Date of Submission
Spring 2013
Academic Program
Computer Science
Project Advisor 1
Rebecca Thomas
Abstract/Artist's Statement
English sentence similarity measure is used in a vast number of applications such as online web page information retrieval systems, online advertisements, question answering dialogue systems, text summarization, text mining. Over the years, a number of algorithms have been proposed for this difficult problem, but none of the proposed algorithms give sufficient good answer.
In this project, we explore three different algorithms for computing English sentence simi- larity. The first algorithm, which is well-explored in the literature [Salton and Buckley, 1988, Wu and Salton, 1981], weights words in each sentence according to term frequency and in- verse document frequency (tf-idf ) and uses no semantic information. The second algorithm uses measures of the semantic distance between words belonging to the same part of speech. The third algorithm combines the tf-idf scores and the semantic distance scores between words.
We evaluate the performance of the second and third algorithms on two data sets: O’Shea’s set of sentence pairs with human similarity judgements [Li et al., Aug, Rubenstein and Goodenough, 1965], and Microsoft Research’s sentence-level paraphrase dataset [Rus et al., 2012]. On O’Shea’s data set, the third algorithm more accurately matches human judgments than the second. On the Microsoft data set, there was not a significant difference between the two algorithms.
Distribution Options
Access restricted to On-Campus only
Creative Commons License
This work is licensed under a Creative Commons Attribution-Noncommercial-No Derivative Works 3.0 License.
Recommended Citation
Zaman, Anis, "A Statistical and Semantic Approach to Sentence Similarity" (2013). Senior Projects Spring 2013. 339.
https://digitalcommons.bard.edu/senproj_s2013/339
This work is protected by a Creative Commons license. Any use not permitted under that license is prohibited.
Bard Off-campus DownloadBard College faculty, staff, and students can login from off-campus by clicking on the Off-campus Download button and entering their Bard username and password.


Task brief: A copy is needed of each line in the records that has the word "spine".

Supplied material:

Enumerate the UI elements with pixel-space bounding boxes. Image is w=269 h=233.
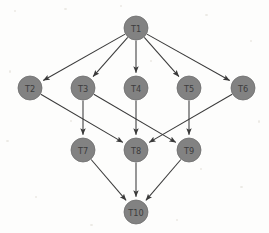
edge-t3-to-t9	[94, 94, 176, 142]
node-t4[interactable]: T4	[124, 76, 148, 100]
graph-svg: T1T2T3T4T5T6T7T8T9T10	[0, 0, 269, 233]
edge-t9-to-t10	[146, 160, 181, 201]
node-label-t10: T10	[127, 208, 143, 218]
node-label-t3: T3	[77, 84, 88, 94]
node-t8[interactable]: T8	[124, 138, 148, 162]
node-t1[interactable]: T1	[124, 16, 148, 40]
node-t7[interactable]: T7	[71, 138, 95, 162]
node-t3[interactable]: T3	[71, 76, 95, 100]
edge-t1-to-t3	[93, 37, 128, 76]
node-t6[interactable]: T6	[231, 76, 255, 100]
node-t5[interactable]: T5	[177, 76, 201, 100]
node-label-t2: T2	[24, 84, 35, 94]
node-t10[interactable]: T10	[124, 200, 148, 224]
node-label-t9: T9	[183, 146, 194, 156]
node-label-t1: T1	[130, 24, 141, 34]
edge-t2-to-t8	[41, 94, 123, 142]
node-t2[interactable]: T2	[18, 76, 42, 100]
edge-t1-to-t6	[147, 34, 230, 80]
edge-t6-to-t8	[149, 94, 232, 142]
node-label-t5: T5	[183, 84, 194, 94]
diagram-canvas: T1T2T3T4T5T6T7T8T9T10	[0, 0, 269, 233]
edges-layer	[41, 34, 232, 200]
edge-t1-to-t2	[43, 34, 125, 80]
edge-t7-to-t10	[91, 160, 126, 201]
node-label-t6: T6	[237, 84, 248, 94]
edge-t1-to-t5	[144, 37, 179, 76]
node-label-t7: T7	[77, 146, 88, 156]
node-label-t4: T4	[130, 84, 141, 94]
node-label-t8: T8	[130, 146, 141, 156]
node-t9[interactable]: T9	[177, 138, 201, 162]
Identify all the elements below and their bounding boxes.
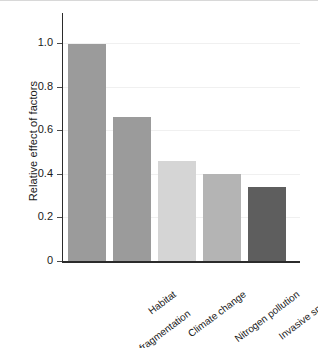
y-tick-label: 0	[47, 254, 53, 267]
x-tick-label-line1: Habitat	[146, 289, 178, 317]
y-tick-label: 0.4	[38, 167, 53, 180]
bar-habitat-fragmentation	[68, 44, 106, 262]
y-tick-2: 0.4	[57, 174, 62, 175]
bar-nitrogen-pollution	[158, 161, 196, 261]
bar-increasing-atmospheric-co2	[248, 187, 286, 261]
y-tick-4: 0.8	[57, 87, 62, 88]
y-tick-0: 0	[57, 261, 62, 262]
bar-climate-change	[113, 117, 151, 261]
top-border-rule	[0, 0, 318, 1]
y-axis-title: Relative effect of factors	[27, 46, 39, 236]
y-tick-1: 0.2	[57, 217, 62, 218]
y-axis-spine	[62, 13, 63, 262]
y-tick-label: 1.0	[38, 36, 53, 49]
plot-area: 0 0.2 0.4 0.6 0.8 1.0 Habitat fragmentat…	[62, 13, 300, 262]
y-tick-3: 0.6	[57, 130, 62, 131]
y-tick-label: 0.8	[38, 80, 53, 93]
y-tick-5: 1.0	[57, 43, 62, 44]
x-axis-spine	[62, 261, 300, 263]
y-tick-label: 0.2	[38, 210, 53, 223]
y-tick-label: 0.6	[38, 123, 53, 136]
chart-figure: Relative effect of factors 0 0.2 0.4 0.6…	[0, 0, 318, 348]
bar-invasive-species	[203, 174, 241, 261]
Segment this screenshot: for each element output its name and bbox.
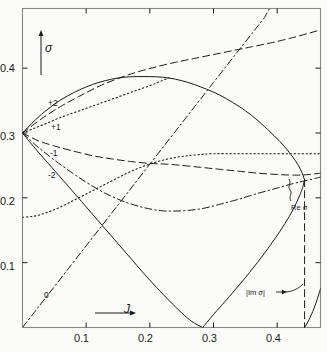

Task solution:
y-axis-spine	[62, 13, 63, 262]
x-axis-spine	[62, 261, 300, 263]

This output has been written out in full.